Danilo Šegan danilo at canonical.com
Mon Jan 19 10:22:35 UTC 2009


Hi Bruno,

У суб, 17. 01 2009. у 12:33 +0100, Bruno Patri пише:
> Le Friday 16 January 2009 18:26:18 Arne Goetje, vous avez écrit :
> > Dear translators,
> >
> > for your convenience, here is the list of affected msgids, sorted by
> > release and language code:
> >
> > http://people.ubuntu.com/~arne/langpack_errors/
> 
> Thanks a lot, it's much easier to track errors this way. But all of those 
> errors comes from usptream translations. This had to be fix by upstream teams 
> first.
> We (French Ubuntu translators)are only work on Ubuntu specific apps and docs. 
> For obvious reasons we don't want that Rosetta becomes a fork of upstream 
> translations.
> Anyway, I've fixed many errors for Hardy in Rosetta. Most of them concern KDE 
> 3.5 apps which are no more maintained by the KDE French team.

IMO, this is a good chance for you to contribute something useful to
upstream translations.


> > Please note, that these lists may contain false positives.
> 
> Indeed, there's many false positives.
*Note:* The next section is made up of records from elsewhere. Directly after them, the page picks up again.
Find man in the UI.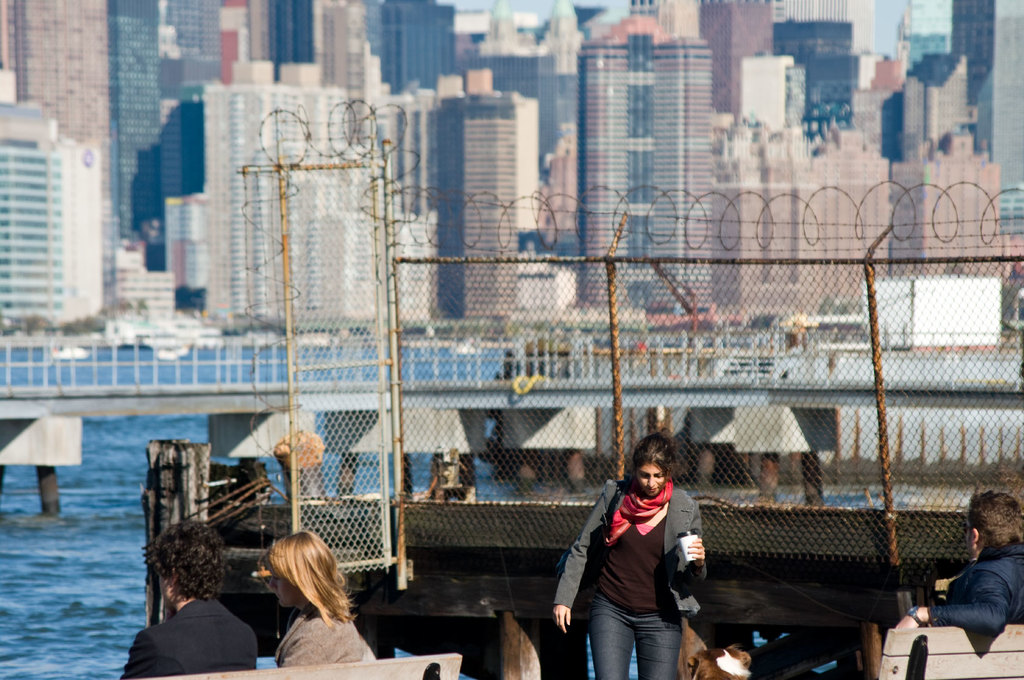
UI element at select_region(929, 505, 1023, 666).
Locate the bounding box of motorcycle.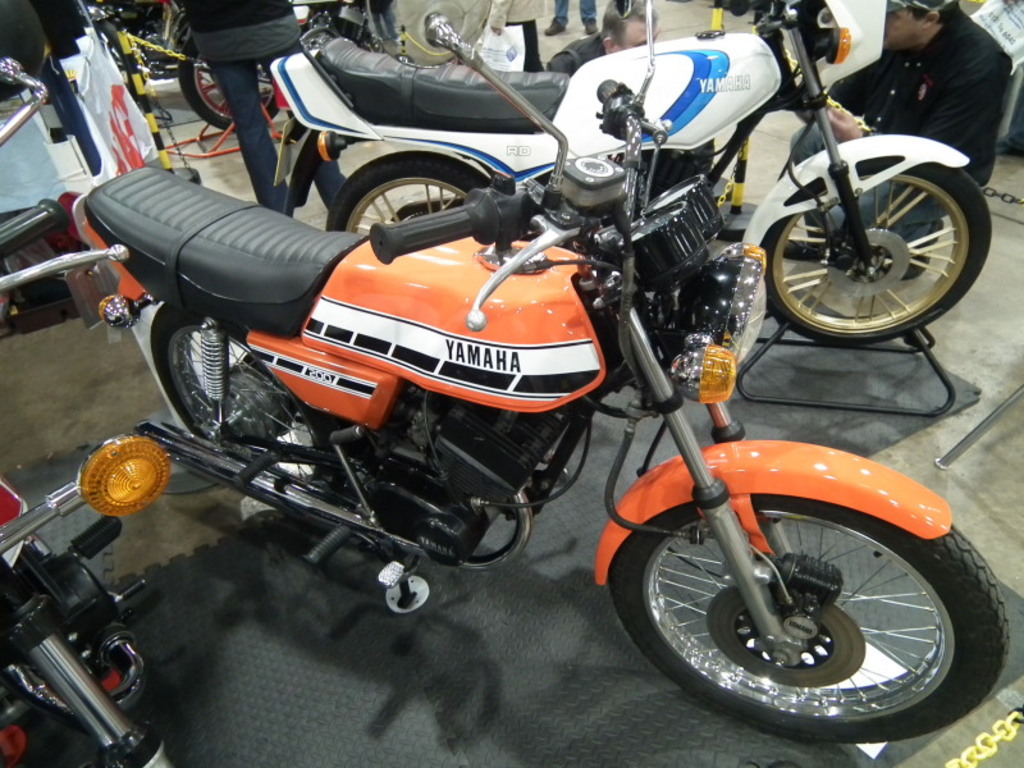
Bounding box: rect(64, 0, 1014, 749).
It seems that an error occurs for each 
> % character in translated strings!
> Here's an example : 
> rosetta-hardy/fr/LC_MESSAGES/kttsd.po.c-format:1877: number of format 
> specifications in 'msgid' and 'msgstr' does not match
> msgid ""
> "Sets the tone (frequency) of speech.  Slide the slider to the left to lower 
> "
> "the voice tone; to the right to increase tone.  Anything less than 75 "
> "percent is considered \"low\", and anything greater than 125 percent is "
> "considered \"high\".  You cannot change the pitch of MultiSyn voices."
> msgstr ""
> "Définit le ton (fréquence) de la prononciation. Faites défiler le curseur "
> "vers la gauche pour baisser le ton de la voix ; et vers la droite pour "
> "l'augmenter. Tout nombre inférieur à 75 % est considéré comme « faible », 
> et "
> "tout nombre supérieur à 125 % est considéré comme « haut ». Vous ne pouvez 
> "
> "pas modifier la fréquence de voix MultiSyn."
> 
> Here the translator choose to use % instead of "percent", which is perfectly 
> legitimate.

Indeed. This is one of 'false positives' so no need to worry about it.
AFAIK, the search was really done by '%' sign.

> Is this really a blocking issue for generating language packs ?
> Do you have any example of an application crach due to this kind of mistake 
> in his translation ?

If this particular application uses above string in the form of

  fprintf(file, _("Sets the tone... 75 percent..."));

introducing "%" would make the fprintf call see "% e" (space-padded %e
specifier) which would make fprintf look for a floating point number as
the next argument on the stack.

Though, you should note that problems like these are application bugs,
and should be reported as such.  However, you can't tell unless you dive
into code for the application itself.